Dave,
You were correct to take my meaning to be that the only contact with the datum feature in question would be within the three circular areas.
Datum targets should only be specified if they model the functional contact with the mating assembly or possibly if you're dealing with an as-cast or as-forged part. If someone in inspection is choosing "their own" datum target points then their data will likely not model function as well as it should, since those points may not be the high points that would contact a set of datum feature simulators.
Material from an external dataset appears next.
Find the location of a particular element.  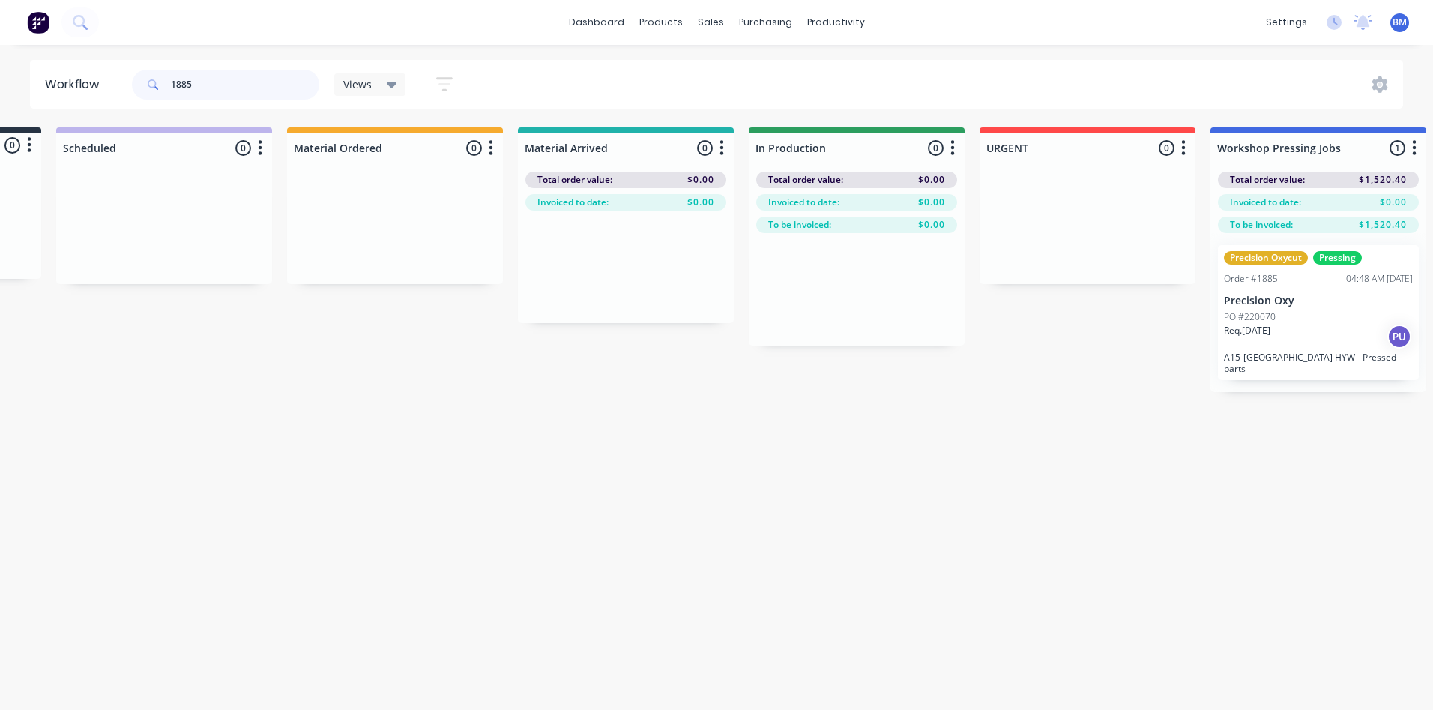

div: sales is located at coordinates (711, 22).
For the case we're discussing here, unless uncertainty is deemed insignificant, or the additional work too expensive (almost the same case said two different ways) the inspector should be looking for the set of three high points, one from each of the the three circular datum target areas. They need to do this since those would be the points that make contact with a datum target simulator. To build a fixture with 3 cylindrical pins is one approach, but to properly locate that set of 3 pins relative to the part is not so easy... Including 2 "B" targets and 1 "C" target as part of the fixture was mentioned in an earlier post. That may be OK, but there aren't many parts in the world that really function as a simple rectangular block with three mutually perpendicular planar datum features. Most/many parts will end up with a cylindrical datum feature if a proper, function based, approach is used to select datum features... This makes building that "simple fixture" not so simple. Maybe a lot of parts are handled like a simple rectangular block, but that doesn't mean that they should be.
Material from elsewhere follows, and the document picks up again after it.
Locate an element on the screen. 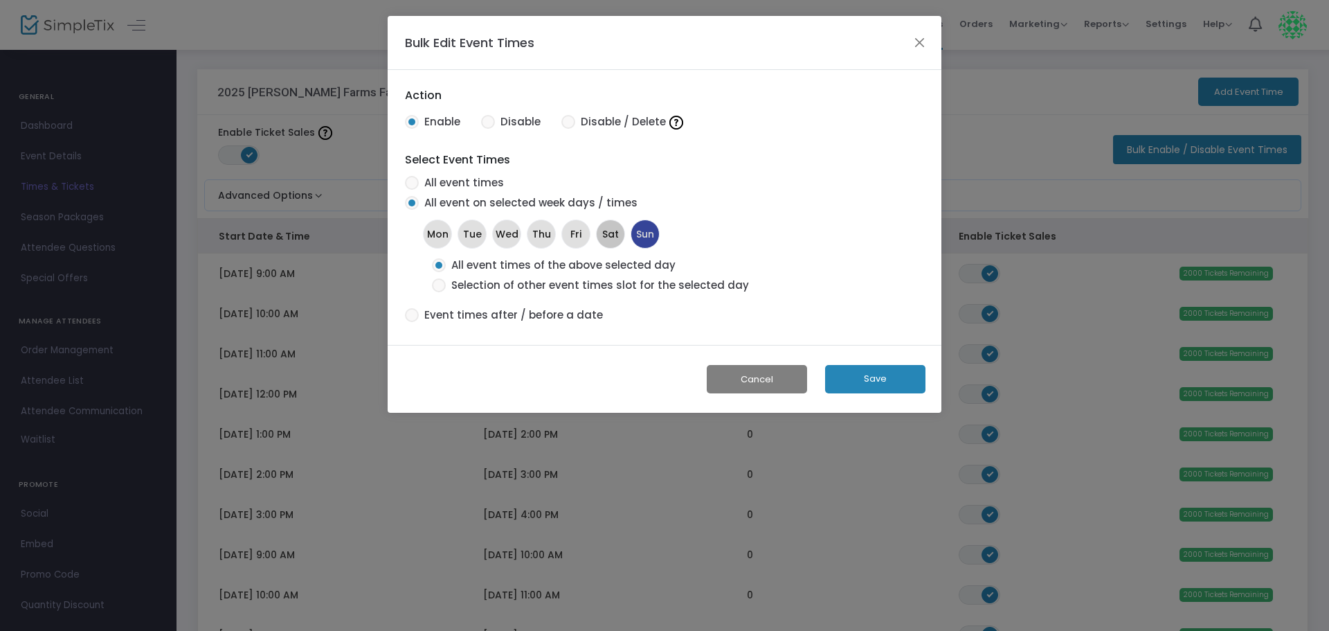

Processing and quality do not
need datum targets. They may
want datum targets, since that makes their job a bit easier, but if the designer says "no, there are no datum target points, lines, or areas on the datum features because the mating assembly does not contact the datum feature in that way... The mating features have the full footprint of the datum features or more" then the downstream processes need to build or model a set of full datum feature simulators. That perceived/invented
need you describe is part of the reason poor quality data is gathered every day and part of why cmms get an unjustified bad rep... Just sampling a few points and thinking/using a "plane/line/point" approach within the software does not produce a proper datum reference frame. All the inspectors using CMMs should be 1) Sampling an adequate quantity of points on each datum feature to do an adequate job of finding the points that would contact a physical datum feature simulator, and 2) iterating when establishing a datum reference frame, so they can repeat the process with the very same points each time (an important thing whether datum targets are specified or not), and 3) examining additional points on the surface to verify that they've adequately modeled what a physical datum feature simulator set would produce (meaning no "higher" points are found that would have contacted a physical set of simulators)(not necessary if datum target points were specified). Of course the amount of rigor depends upon whether one is building toy trucks or Trident submarines, that's why the word "adequate" is used a couple of times above... It depends upon how imperfect the parts are relative to how tight the specified tolerances are.
Have you ever done a data correlation between a good, careful knowledgeable metrology lab and a typical supplier's metrology lab? If so, then you know that there will be very significant differences in the data. Those differences almost always include a less than good enough process for establishing the datum reference frame(s).